3. Many of us have unhealthy relationships to sex
Recently I confessed to a friend that, frequently, my primary motivations for seeking out sex stem from feeling sad and/or undesirable. In these moments, sex becomes a way to prove my own desirability to myself, or sometimes simply as a distraction from the things that are making me feel sad or overwhelmed. Because of this, every sexual encounter feels pregnant with the burden to compensate for the larger forces that shape my sexual potential.
Historically, sex for me is rarely about the actors enjoying each others’ bodies, and is often loaded with so much more meaning than it does not and simply can’t deliver. And I have continued this pattern knowingly at times, so much so in a way that I can see the ways in which sex practices have become a method of self-harm for me.
Sex is no longer a neutral pastime but a tool I have used to self-medicate, a tool I use not only when I’m sad or lonely but when I want to feel bad about myself—the most consistent expectation it can deliver. With this knowledge, it becomes difficult to pretend sex is an inherently neutral or even positive act. It can and has be used to harm so many of us—particularly when so many mimic these reasons for seeking out sex as well.
It isn’t enough to be positive about sex without also producing the opportunities for positive experiences of sex. There is so much work required for this to happen, beyond basic understandings of consent. It requires us having relationships to each other and our bodies that allow all of our encounters to feel emotionally and physically safe, mutually pleasurable, and decentralizing sexual capital to move away from the most visible embodiments of privilege.

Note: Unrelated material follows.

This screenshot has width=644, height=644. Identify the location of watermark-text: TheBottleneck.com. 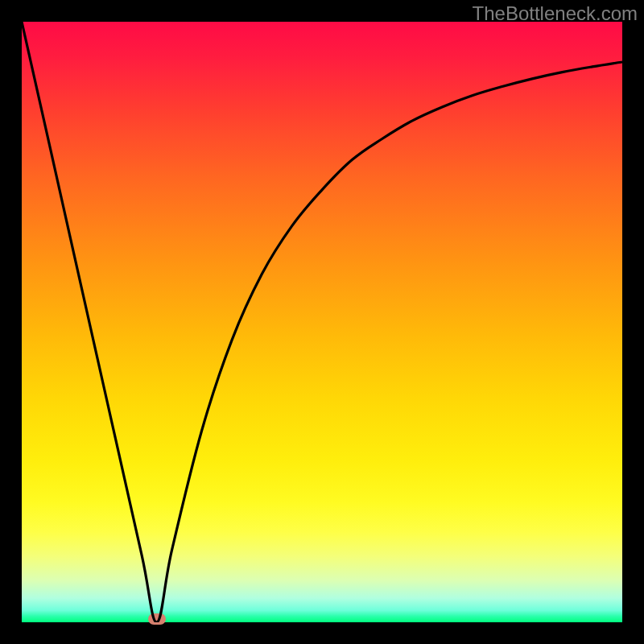
(555, 14).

There is a reason that sex has become a focal point of not just our movements but of human history generally. At its best, sex can be anything from downright fun to empowering. In practice, sex is a complicated hydra that we all have very different relationships to and experiences with. This does not, necessarily, mean that we need to disavow sex completely. I am not calling for us to stop talking about it, having it, making it a part of our communities. What it does mean, however, is that we should be much more critical about the ways in which sex does show up in our spaces. A sex positivity that assumes that we all have the same experiences with sex is not only not true, but harmful to our communities.

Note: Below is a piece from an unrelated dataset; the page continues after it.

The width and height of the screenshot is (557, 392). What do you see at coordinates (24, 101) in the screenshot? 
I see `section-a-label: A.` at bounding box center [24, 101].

[Feature Image: Photo of a person sitting outside at dusk, the sun illuminating their body so that just the dark outline of their profile is visible. They have short hair and a beard. Birds fly in the sky behind them. Source: Pexels]

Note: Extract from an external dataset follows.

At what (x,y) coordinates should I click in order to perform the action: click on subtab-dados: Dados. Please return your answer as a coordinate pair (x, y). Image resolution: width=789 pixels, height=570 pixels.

Oh my gosh THIS!!!!! I facilitated a sex party last week for trans guys, and watched in horror as a map of oppression showed up the space, with the thin, white, able-bodied young beauties in the center, and those who were older, fat, of color, disabled or had less beauty capital were around the edges. I’ve been thinking so much this week about the politics of desire, and how we replicate patterns of oppression based on sexual capital, in our radical communities, which is especially heartbreaking because it’s a revolution that we’re even having sex at all. I want that sex party where folks have done the hard work of examining the socialization of their own desires, and have dismantled the prioritization of the dominant paradigm’s “what is desireable.” Basically, I want to be wanted sexually in radical spaces designed for sexual liberation. THANK YOU for posting this, and for it being exactly the right thing today. And if you are ever interested in having a convo about how to do this work in real time, I’m in.